Grow in votes and seats by going it alone (in 2020 the PP ran in coalition with Citizens) and be influential. These were the three objectives that Alberto Núñez Feijóo's executive set at the start of the regional election campaign in the Basque Country, and the polls have awarded it seven seats, one more than four years ago, and 96,000 votes, 9.2% of the votes cast. Two out of three

"We have managed to grow in votes and seats", exclaimed Javier de Andrés during the appearance after learning the results, in which he spoke of the "recovery" and "repositioning" of the PP and offered the PNB his " extended hand", but, yes, "within the limits" of the Constitution.

However, the third challenge, that of being decisive in the Basque Parliament and conditioning government action, has been frustrated, because the PNB, despite the fall, and the PSE will be able to govern together again.

By province, the PP gets four seats in Álava, the territory where it traditionally achieves better results; two in Bizkaia and one in Gipuzkoa. But yesterday's seven deputies are far from the historical mark in Euskadi, which was set by Jaime Mayor Oreja in 2001 with 19 seats.

The PP, with a candidate without stridency, in full harmony with Feijóo, has presented itself as the only representative of the "political center", once the PNB has left it an "orphan", according to Génova's analysis, for its prolonged alliance with Pedro Sánchez's PSOE and its "satellite parties".

But the continuous appeals to stability, security and management by the PP, which has focused on accusing the PNB of "hugging" not only the socialists, but also formations such as EH Bildu and Podemos, far removed from what Basque nationalism represents, have not made an impact.

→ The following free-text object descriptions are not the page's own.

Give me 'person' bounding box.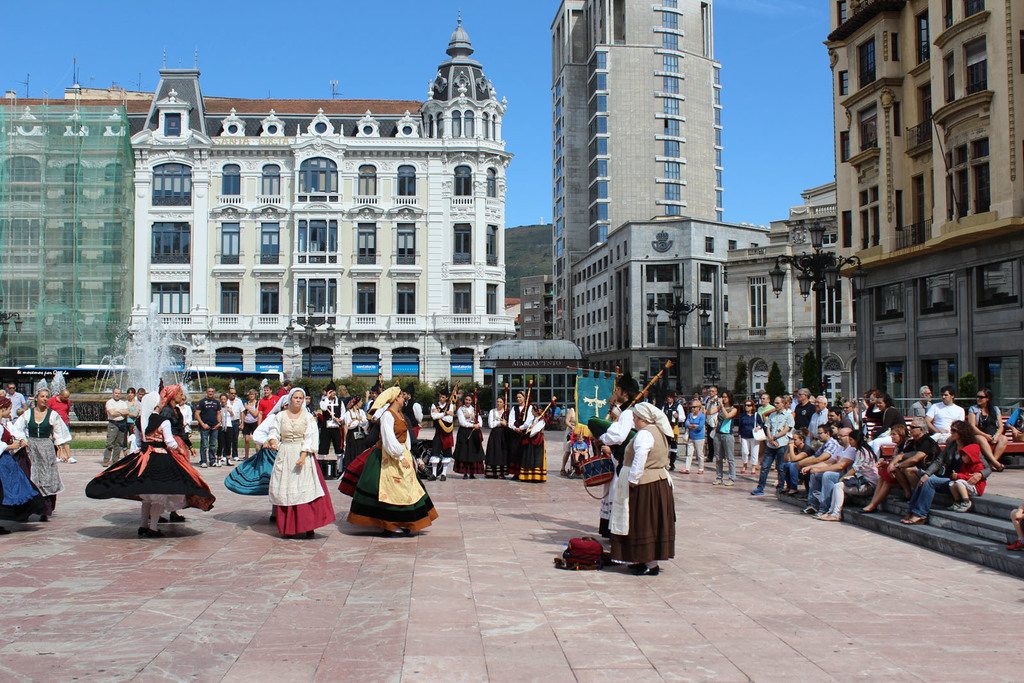
x1=491, y1=396, x2=505, y2=474.
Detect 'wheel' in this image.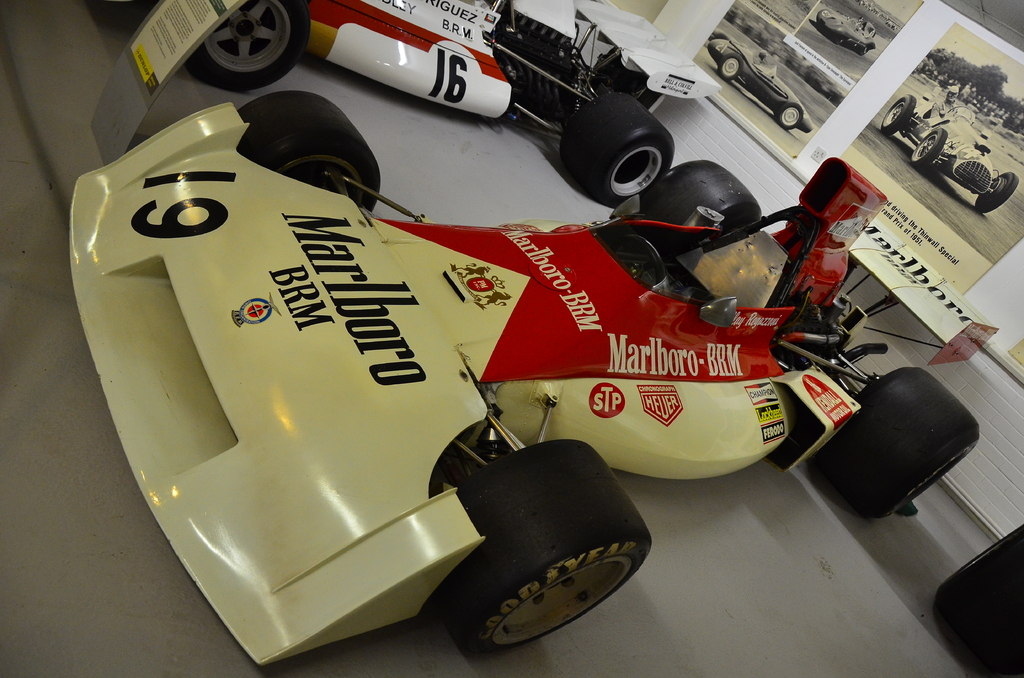
Detection: bbox=(605, 161, 764, 266).
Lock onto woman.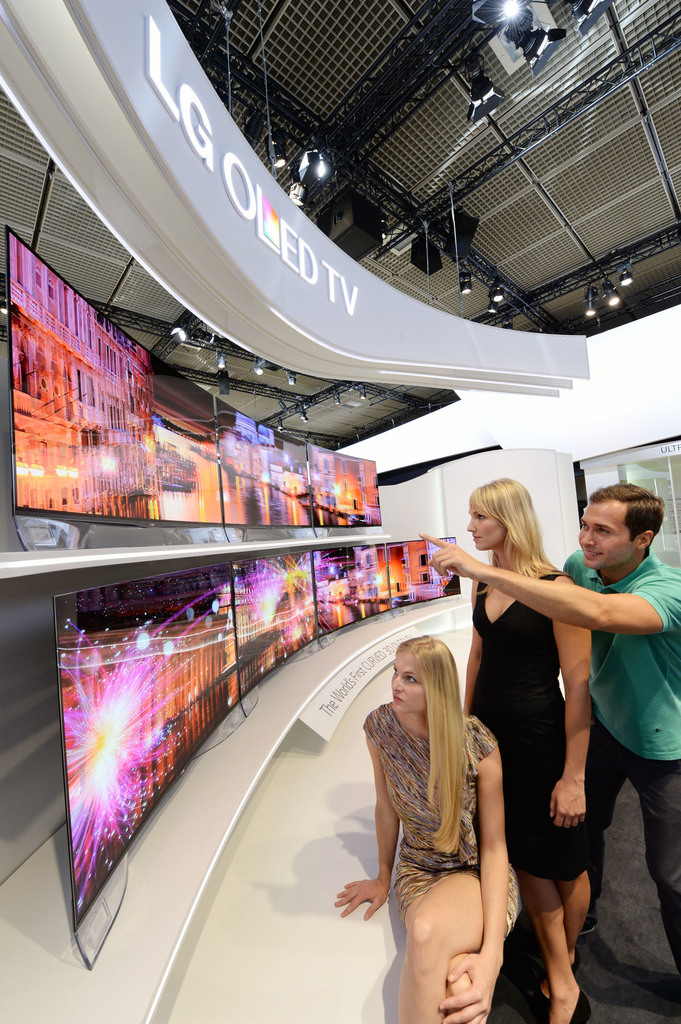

The PP has claimed itself as the alternative of a Basque Country where the discomfort with the deterioration of public services has been increasing and, despite the fact that it congratulated itself on the "upward trend" in Euskadi, which is already to show at the municipal elections in May and the general elections in July last year, the improvement is insufficient so that the road from Feijóo to la Moncloa will be flattened in the next general elections.

Faced with this bittersweet result, the leadership of the PP accuses the PSOE of having "whitewashed" EH Bildu, the formation that rises the most, and regrets that the controversy in the final stretch of the campaign, following the rejection of the candidate from the Abertzale left to qualify ETA as a terrorist group, has benefited the PNB as the receiver of the useful vote of the more moderate sectors of Basque society.

The rise of the PSE, which won two seats, and the resistance of Vox, which kept its own, did not allow Genoa, unlike the triumphant night of the Galician elections, to take the cava out of the fridge yesterday.